Whatever its pretensions, whatever its claims, statism — progressivism, leftism, socialism — is based on the idea that a small elite intelligentsia can run your life better than you can. They know how to spend your money. They know how to educate your children. They know how to run your health care. They know how to protect you from yourself.
You do not have to talk to a statist very long before he will profess an intense dislike, distrust and even fear of ordinary people. Ordinary people spend money on what they want (TV’s restaurants and cars) rather than what the elite know they ought to want (aluminum foil climate change reversers). Ordinary people teach their children that God created the world rather than a random pattern of mathematic realities that came into being through another random pattern that came… well, the elite know: it’s random patterns all the way down!

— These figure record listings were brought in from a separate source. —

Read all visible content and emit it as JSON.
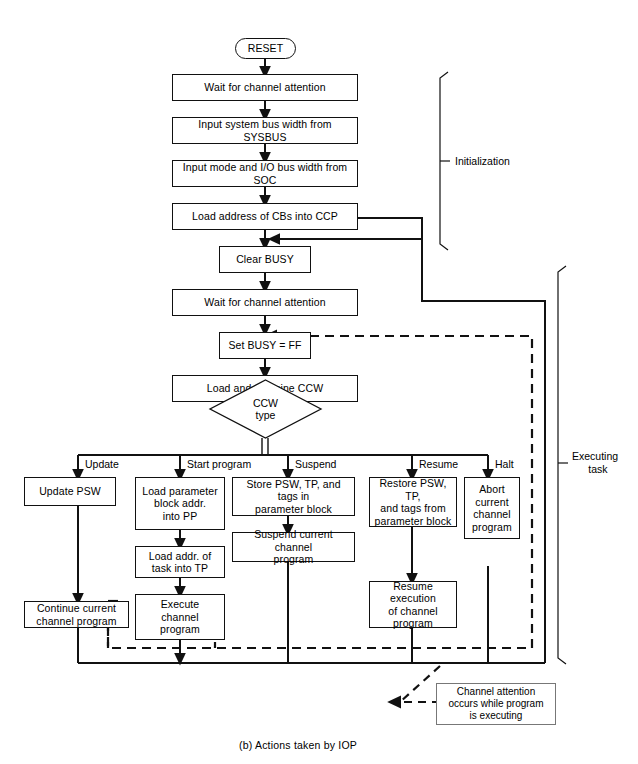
{
  "figure": {
    "caption": "(b)  Actions taken by IOP"
  },
  "brackets": [
    {
      "name": "initialization",
      "label": "Initialization"
    },
    {
      "name": "executing-task",
      "label": "Executing\ntask"
    }
  ],
  "bracket_labels": {
    "initialization": "Initialization",
    "executing_task_line1": "Executing",
    "executing_task_line2": "task"
  },
  "nodes": {
    "reset": "RESET",
    "wait_ca_1": "Wait for channel attention",
    "input_sysbus": "Input system bus width from SYSBUS",
    "input_soc": "Input mode and I/O bus width from SOC",
    "load_cbs": "Load address of CBs into CCP",
    "clear_busy": "Clear BUSY",
    "wait_ca_2": "Wait for channel attention",
    "set_busy": "Set BUSY = FF",
    "load_ccw": "Load and examine CCW",
    "ccw_type_l1": "CCW",
    "ccw_type_l2": "type",
    "update_psw": "Update PSW",
    "continue_prog_l1": "Continue current",
    "continue_prog_l2": "channel program",
    "load_param_l1": "Load parameter",
    "load_param_l2": "block addr.",
    "load_param_l3": "into PP",
    "load_task_l1": "Load addr. of",
    "load_task_l2": "task into TP",
    "execute_l1": "Execute",
    "execute_l2": "channel",
    "execute_l3": "program",
    "store_psw_l1": "Store PSW, TP, and tags in",
    "store_psw_l2": "parameter block",
    "suspend_prog_l1": "Suspend current channel",
    "suspend_prog_l2": "program",
    "restore_psw_l1": "Restore PSW, TP,",
    "restore_psw_l2": "and tags from",
    "restore_psw_l3": "parameter block",
    "resume_exec_l1": "Resume execution",
    "resume_exec_l2": "of channel",
    "resume_exec_l3": "program",
    "abort_l1": "Abort",
    "abort_l2": "current",
    "abort_l3": "channel",
    "abort_l4": "program"
  },
  "branch_labels": {
    "update": "Update",
    "start_program": "Start program",
    "suspend": "Suspend",
    "resume": "Resume",
    "halt": "Halt"
  },
  "note": {
    "line1": "Channel attention",
    "line2": "occurs while program",
    "line3": "is executing"
  },
  "colors": {
    "stroke": "#111111",
    "background": "#ffffff",
    "note_border": "#777777"
  }
}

Ordinary people will give jobs and business to those who earn them rather than those the elite, in their greater understanding, know are historically deserving because of past oppression. And so on.
Now, of course, with the very elite of the elite running the country, we find that — what do you know? — this statism dodge doesn’t really work all that well. And there are two reasons for this. The first is that the statist premise is wrong. In fact, ordinary people left at liberty to do as they will are actually better at running their lives and businesses and country than the geniuses in Washington. Central planning works great in the imaginations of the elite, but in the real world… not so much.
And the second problem is that the elite are stupid. No, really. They’re educated and sophisticated and they dress well and speak well. They may even have high IQs. But in the immortal words of Forrest Gump’s mother: “Stupid is as stupid does.” And the elite are stupid.